Do you really have to respect everyone who invaded a foreign country because they were “just following orders”? We’ve heard that one before. I don’t respect them. Forcing a person who does not respect them, to stand for the flag, won’t force him to respect them.

If a person doesn’t steal from anyone, lives his life without bothering anyone else, and fulfills all his commitments, but kneels for the flag, does he still “respect the country”? Must he really be ostracized because he doesn’t like the flag?

I don’t stand for the prayer for the State of Israel. If I am the shliach tzibur for Musaf, the gabbai knows I will not say the prayer and he will have to do it if he wants to. He’s OK with that. I’m OK with that. We don’t fight over it. We get on with our lives. We don’t freak out over doing or not doing the prayer because the people in the shul respect me and I respect them. I just don’t do the prayer, and people are mature enough not to take it personally, because really, it has nothing to do with them.

Can one respect a country but not its government? Why can’t people make this distinction ? For someone who sees unjust wars when he looks at the flag, must he still stand? What will his standing accomplish?

Someone who just doesn’t like the flag because he doesn’t like red and blue together because it makes him nauseous or his father beat him with a red, white, and blue whip as a child, what is the purpose of forcing him to stand?

Who cares why people don’t stand for a flag? Why does it matter? Nobody can explain this to me in any way that makes sense.

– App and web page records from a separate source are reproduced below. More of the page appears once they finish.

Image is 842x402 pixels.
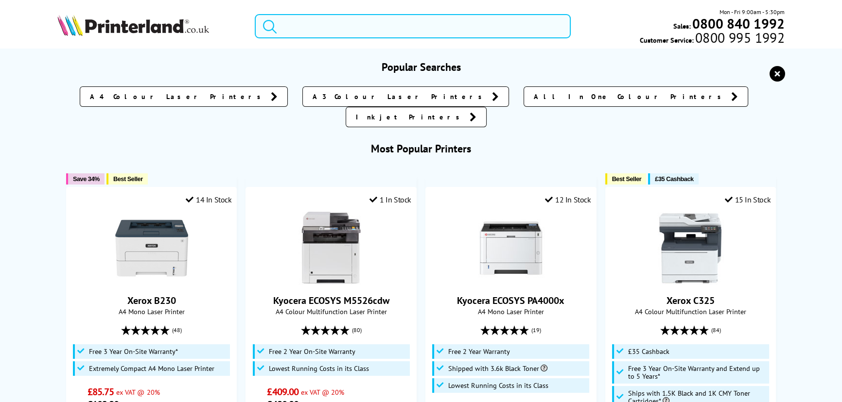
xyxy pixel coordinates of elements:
img: Kyocera ECOSYS PA4000x [474,212,547,285]
a: Kyocera ECOSYS PA4000x [457,295,564,307]
a: Xerox B230 [127,295,176,307]
span: Save 34% [73,175,100,183]
span: Lowest Running Costs in its Class [269,365,369,373]
span: £85.75 [87,386,114,399]
a: All In One Colour Printers [524,87,748,107]
span: £35 Cashback [628,348,669,356]
span: (84) [711,321,721,340]
a: Printerland Logo [57,15,243,38]
span: Best Seller [113,175,143,183]
a: 0800 840 1992 [691,19,785,28]
span: Shipped with 3.6k Black Toner [448,365,547,373]
img: Kyocera ECOSYS M5526cdw [295,212,367,285]
span: A3 Colour Laser Printers [313,92,487,102]
button: Best Seller [106,174,148,185]
a: A3 Colour Laser Printers [302,87,509,107]
div: 12 In Stock [545,195,591,205]
span: Best Seller [612,175,642,183]
span: Extremely Compact A4 Mono Laser Printer [89,365,214,373]
h3: Popular Searches [57,60,785,74]
span: A4 Colour Multifunction Laser Printer [251,307,411,316]
span: Lowest Running Costs in its Class [448,382,548,390]
a: Xerox C325 [666,295,715,307]
span: (19) [531,321,541,340]
span: (48) [172,321,182,340]
span: Sales: [673,21,691,31]
button: Best Seller [605,174,647,185]
span: Free 2 Year On-Site Warranty [269,348,355,356]
span: A4 Mono Laser Printer [431,307,591,316]
span: (80) [352,321,362,340]
a: Kyocera ECOSYS M5526cdw [295,277,367,287]
span: 0800 995 1992 [694,33,785,42]
div: 1 In Stock [369,195,411,205]
span: Inkjet Printers [356,112,465,122]
h3: Most Popular Printers [57,142,785,156]
b: 0800 840 1992 [692,15,785,33]
span: ex VAT @ 20% [116,388,159,397]
a: Xerox B230 [115,277,188,287]
span: Mon - Fri 9:00am - 5:30pm [719,7,785,17]
a: Inkjet Printers [346,107,487,127]
input: Search product or brand [255,14,571,38]
span: A4 Colour Multifunction Laser Printer [611,307,771,316]
span: Free 2 Year Warranty [448,348,510,356]
span: Customer Service: [640,33,785,45]
a: Kyocera ECOSYS M5526cdw [273,295,389,307]
span: £409.00 [267,386,298,399]
button: Save 34% [66,174,105,185]
div: 15 In Stock [725,195,770,205]
span: ex VAT @ 20% [301,388,344,397]
img: Xerox C325 [654,212,727,285]
span: Free 3 Year On-Site Warranty* [89,348,178,356]
img: Printerland Logo [57,15,209,36]
img: Xerox B230 [115,212,188,285]
span: A4 Mono Laser Printer [71,307,232,316]
a: A4 Colour Laser Printers [80,87,288,107]
span: £35 Cashback [655,175,693,183]
a: Xerox C325 [654,277,727,287]
span: All In One Colour Printers [534,92,726,102]
a: Kyocera ECOSYS PA4000x [474,277,547,287]
span: A4 Colour Laser Printers [90,92,266,102]
div: 14 In Stock [186,195,231,205]
button: £35 Cashback [648,174,698,185]
span: Free 3 Year On-Site Warranty and Extend up to 5 Years* [628,365,767,381]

Something about a culture war. That’s what people say. They immediately go to war war war. If not standing for a flag can start a war where people kill each other over it, the culture of everyone in that country is a תרבות רעה, or a bad culture. They will kill each other over something if it isn’t a flag, and this will happen in the USA when the money runs out and the run on bonds begins.

Forcing people to go through the motions of an act of respect when they do not respect the thing in their own minds, is counterproductive and just childish. America is led by a child and he’s riling up the other children into a giant national temper tantrum over a flag.

Catalonia Proves Democracy is a Sham – What Would Honest Abe Lincoln Do?

Spanish police are beating Catalonians in the streets and shooting them with rubber bullets for “illegally” voting in a referendum to secede from Spain.

All this proves is that when people want to vote on something that really, actually, can make a difference, the government does not allow it. They only allow voting when your vote will change nothing. When your vote threatens the centers of power in any fundamental sense, they’ll beat you. Democracy is a joke, as an idea, as a regime, as a form of government. There is no democracy. When people try to actually vote on something that will change something, they get beaten. Some will probably get killed.

We saw the same thing with Feiglin’s protests of the Oslo Accords here. Feiglin threatened the regime – not any specific government, but all of them and their potential replacements. That’s why they beat his Zo Artzeinu followers in the mid 90’s and why the establishment (left and right) never let him get far in politics.

The question can be raised, why even attempt anything with Zehut? The answer is for the same reason that I am running on its ticket. Because we have a religious obligation to try, and leave the rest up to God. I’m running for religious reasons, not for any practical reason. I will vote Zehut for religious reasons, not for practical ones.

If God wants us to succeed, we will, but not if we give up or don’t try.

Back to Catalonia though. What would Abraham Lincoln have done as Prime Minister of Spain? Send a few policemen in to beat voters? No, he’d send his generals in to slash and burn Barcelona to the ground. A Spain divided, after all, cannot stand.

Or to put it another way, a Madrid government without its biggest province for tax loot, cannot survive. The regime is fighting for its life. That’s why it’s beating voters with batons and shooting them with rubber bullets.

When a regime is really threatened, all the meaningless politician talk goes out the window and they start beating you.

Have the courage, Catalans, to get out, and bring the Eurozone and EU down with you!